Framing Live Export: How Media Sets The Range of Animal Advocacy Debates
In the quest to get animal issues into mainstream consciousness, advocates often have to rely on media outlets to communicate their messages and disseminate images and materials to a wider public audience. Different media outlets, however, have their own agendas and ways of framing issues. Likewise, when choosing which voices they will represent, the media will often select those that fit within certain parameters to suit them, setting the limits of the debate at those edges. This study looks at this media phenomenon using coverage of the live export debate in Australia as a case study, with the aim of understanding how an animal welfare position is given more space and precedence over an animal rights perspective. This, the authors contend, narrows the debate and misrepresents the range of thought about the issue. They also note that, because there is considerable debate within the animal advocacy movement about whether a welfare or rights based approach is more effective, it is worth knowing which is being covered more favorably, and understand why that might be the case.
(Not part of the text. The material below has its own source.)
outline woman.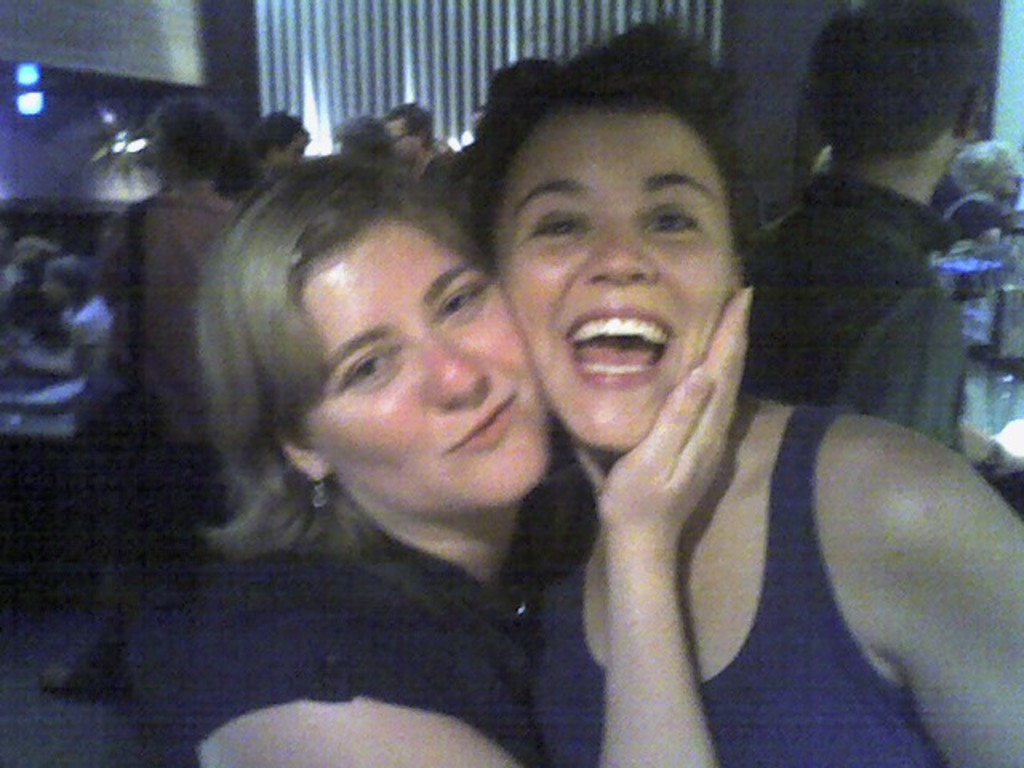
Outline: {"x1": 115, "y1": 154, "x2": 773, "y2": 766}.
This study looks at a particular moment in the coverage of the live export issue: a special episode on the popular Australian current affairs program Four Corners, entitled “A Bloody Business.” It showed graphic footage of cows being exported from Australia to be slaughtered in Indonesia. Engaging in a content analysis of this show, as well as subsequent newspaper coverage of the story in major Australian newspapers in the days following the broadcast, the researchers looked at if and how the media presented animal welfare and rights positions, and how the debate was defined overall. This particular television program, they contend, “was one of the most, perhaps even the most, striking examples of the suffering of other animals reaching mainstream consciousness in Australia.” Perhaps unsurprisingly, they found that found that “an animal welfare perspective dominated commentary across a variety of media outlets.” While there was a wealth of coverage in the aftermath, and a “rush to comment” about the issue, the researchers contend that “an animal rights frame was not present in either ‘A Bloody Business’ or the newspaper coverage. […] There were debates and disagreements, but all within the confines of an animal welfare frame.”
For animal advocates, this study presents an interesting case for further discussion. The authors emphasize that “the frame promoting the idea that the Indonesian slaughter shown on ‘A Bloody Business’ was being carried out in the ‘wrong’ way is just one viewpoint from which to understand the issue.” They also state that “the alternative animal rights frame, presented by some smaller AAOs, expounding the horrors of all animal slaughter and exploitation was ignored. […] These organisations did not have the finances or perceived legitimacy to be able to contest the dominant animal welfare frame in the mainstream media.” This tension between welfare and rights, and the idea that welfare is more palatable to a mainstream audience, is the subject of a great deal of debate within animal advocacy. The contention that a rights-based message is excluded because it is seen as illegitimate or less financially backed, however, is something that is talked about to a lesser extent, but offers interesting food for thought.